Color-vision simulation

How this color appears to viewers with the four major color-vision-deficiency types. Computed via the Machado (2009) physiologically-based model. If a tile matches the original, the color reads the same to that viewer.

#6e2422
Original
#383321
Protanopia
#4a4320
Deuteranopia
#791324
Tritanopia
#343434
Achromatopsia
WCAG contrast

The color used as foreground text against pure white and pure black, with the contrast ratio and WCAG 2.1 grade. Aim for AA (4.5:1) for body text and AA Large (3:1) for 18 pt+ headlines; AAA (7:1) is the gold standard for long-form reading surfaces.

The quick brown foxSample body text at normal size. The wcag minimum for body contrast is 4.5:1 (AA) or 7:1 (AAA).
AAAon White
10.83:1
The quick brown foxSample body text at normal size.

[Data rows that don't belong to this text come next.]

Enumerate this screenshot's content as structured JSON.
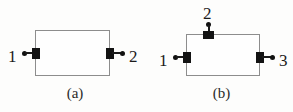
{
  "figure": {
    "background_color": "#fdfdfc",
    "line_color": "#8d8d8d",
    "marker_color": "#131313",
    "subfigures": [
      {
        "id": "a",
        "caption": "(a)",
        "port_count": 2,
        "ports": [
          {
            "label": "1",
            "side": "left"
          },
          {
            "label": "2",
            "side": "right"
          }
        ]
      },
      {
        "id": "b",
        "caption": "(b)",
        "port_count": 3,
        "ports": [
          {
            "label": "1",
            "side": "left"
          },
          {
            "label": "2",
            "side": "top"
          },
          {
            "label": "3",
            "side": "right"
          }
        ]
      }
    ]
  }
}
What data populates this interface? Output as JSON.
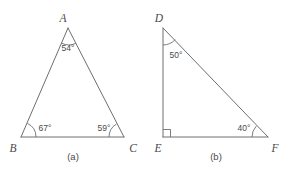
{
  "figure": {
    "background_color": "#ffffff",
    "stroke_color": "#6e6e6e",
    "text_color": "#4a4a4a",
    "panels": [
      {
        "id": "panel-a",
        "caption": "(a)",
        "shape": "triangle",
        "vertices": [
          {
            "name": "A",
            "label": "A",
            "x": 68,
            "y": 28
          },
          {
            "name": "B",
            "label": "B",
            "x": 21,
            "y": 137
          },
          {
            "name": "C",
            "label": "C",
            "x": 124,
            "y": 137
          }
        ],
        "angles": [
          {
            "at": "A",
            "label": "54°",
            "value": 54
          },
          {
            "at": "B",
            "label": "67°",
            "value": 67
          },
          {
            "at": "C",
            "label": "59°",
            "value": 59
          }
        ]
      },
      {
        "id": "panel-b",
        "caption": "(b)",
        "shape": "right-triangle",
        "vertices": [
          {
            "name": "D",
            "label": "D",
            "x": 163,
            "y": 28
          },
          {
            "name": "E",
            "label": "E",
            "x": 163,
            "y": 137
          },
          {
            "name": "F",
            "label": "F",
            "x": 268,
            "y": 137
          }
        ],
        "angles": [
          {
            "at": "D",
            "label": "50°",
            "value": 50
          },
          {
            "at": "E",
            "label": "",
            "value": 90,
            "marker": "right-angle-square"
          },
          {
            "at": "F",
            "label": "40°",
            "value": 40
          }
        ]
      }
    ]
  },
  "labels": {
    "a_vertex": "A",
    "b_vertex": "B",
    "c_vertex": "C",
    "d_vertex": "D",
    "e_vertex": "E",
    "f_vertex": "F",
    "angle_a": "54°",
    "angle_b": "67°",
    "angle_c": "59°",
    "angle_d": "50°",
    "angle_f": "40°",
    "caption_a": "(a)",
    "caption_b": "(b)"
  }
}
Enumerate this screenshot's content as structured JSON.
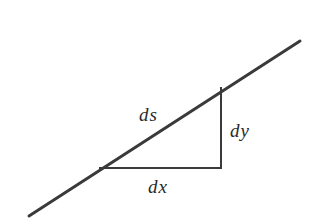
{
  "diagram": {
    "colors": {
      "background": "#ffffff",
      "line": "#3a3a3a",
      "text": "#2a2a2a"
    },
    "curve_line": {
      "x1": 29,
      "y1": 216,
      "x2": 300,
      "y2": 41,
      "stroke_width": 3
    },
    "triangle": {
      "bottom_left": [
        100,
        168
      ],
      "corner": [
        221,
        168
      ],
      "top_right": [
        221,
        88
      ],
      "stroke_width": 2
    },
    "labels": {
      "ds": {
        "text": "ds",
        "x": 139,
        "y": 121
      },
      "dy": {
        "text": "dy",
        "x": 230,
        "y": 137
      },
      "dx": {
        "text": "dx",
        "x": 148,
        "y": 193
      }
    }
  }
}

The wcag minimum for body contrast is 4.5:1 (AA) or 7:1 (AAA).
Failon Black
1.94:1

Wide gamut

Display P3 representation

The CSS Color 4 wide-gamut form of this color. Both swatches render the same color on every display — the P3 form only diverges from sRGB when a designer pushes channels outside sRGB's reach.

sRGB hex
sRGB hex
##6E2422
Display P3
Display P3
color(display-p3 0.3979 0.1610 0.1451)
P3 has subtle headroomOKLCH chroma 0.106

Moderately saturated colors gain a small bump in P3 — the difference is usually visible side-by-side on wide-gamut hardware but won't change the character of the color.